“Go on,” he said at last, wearily.
“Ah, I didn’t tell him, sir,” she explained, misinterpreting his silence. “I wouldn’t have done that. He sore angered me, though he may have meant well. He was set on seeing the child then, but I wouldn’t let him. It came over me after he was gone that that, maybe, was what he came for—the child. Someone might have put him on to take her from me—some society. Oh, I was at my wits’ end, sir! for, you see, she is all I have—all—all! Then I made up my mind to go and see him. Bad as he is, he wouldn’t have let them do it. Oh, I would have begged and prayed to him on my knees for that.”
She stopped for a moment, hectic and panting. She pressed both hands against her breast, as though she sought composure. Then she continued:
“It was all a mistake, you know, my being shown in there to-night! I would never have sought her out myself, being where she is. Oh, I have my pride! It was the servant’s mistake: he took me for a fitter, no doubt, from one of the big dressmakers. Perhaps there was one expected, I don’t know. But I didn’t think of that when I came in and found her sitting there, so proud and soft. It all came over me—how badly he had used me, and little Meg there at home, and hard Death coming on me—and I told her. It seemed quite natural then, as though I had come for that, just for that and nothing else, though, Heaven knows, it was never in my mind before. I was sorry afterwards. Yes, before you came in with him I was sorry. It wasn’t as if I owed her any grudge. How could she have known? She is an innocent young thing, after all—younger than I ever was—for all her fine dresses and her grand ladyish way. It was like striking a bit of a child.... God forgive him,” she added half hysterically, “if he uses her as bad as me!”

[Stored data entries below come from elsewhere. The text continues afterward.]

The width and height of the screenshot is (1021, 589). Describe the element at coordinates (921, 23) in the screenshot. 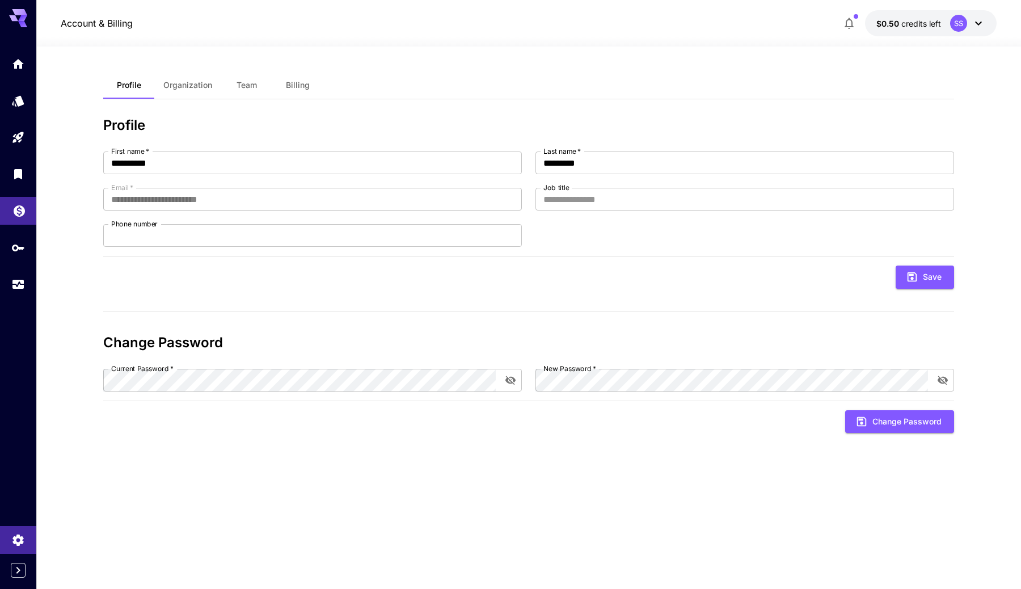

I see `span: credits left` at that location.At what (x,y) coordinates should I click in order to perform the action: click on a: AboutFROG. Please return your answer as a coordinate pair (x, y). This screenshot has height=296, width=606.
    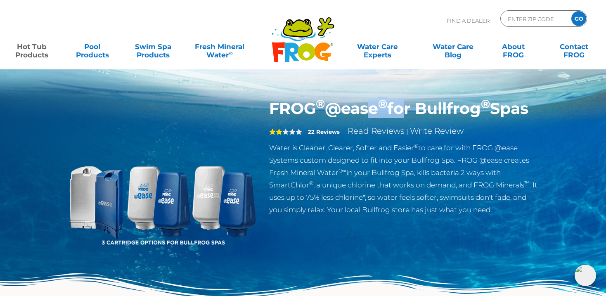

Rainham’s hand stole to his side, and for a moment he averted his head. When he turned to her again she was uncertain whether it was more than a pang of sharp physical pain, such as she well knew herself, which had so suddenly blanched his lips.
“For pity’s sake, girl,” he whispered, “be silent.”

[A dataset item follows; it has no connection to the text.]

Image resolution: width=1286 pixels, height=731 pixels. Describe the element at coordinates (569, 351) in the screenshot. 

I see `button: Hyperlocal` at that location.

She considered him for a moment silently in the elusive light, that matched the mental twilight in which she viewed his mood. His expression puzzled, evaded her; and she could not have explained the pity which he aroused.

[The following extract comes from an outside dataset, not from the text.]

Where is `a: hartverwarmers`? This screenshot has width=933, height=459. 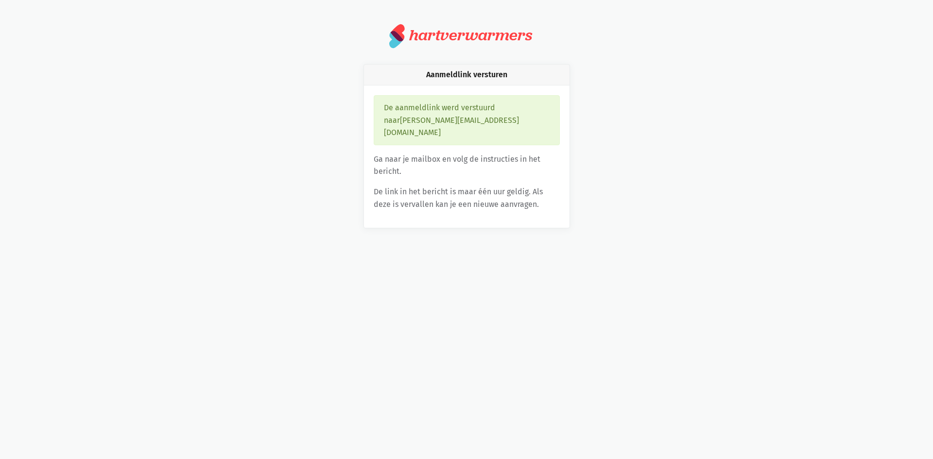
a: hartverwarmers is located at coordinates (466, 36).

“I am sorry,” she broke out again, moved by an impulse which she did not comprehend. “You did it for her.”
“Oh, for her! What does it matter since it is done? Say that it was an accident—a folly—that I am sorry too.”
“No,” said the girl softly; “you are glad.”
He shrugged his shoulders with increasing weariness, an immense desire to have the subject ended and put away with forgotten things.
“I am glad, then. Have it as you like.”
But she resumed with a pertinacity which his irritated nerves found malignant.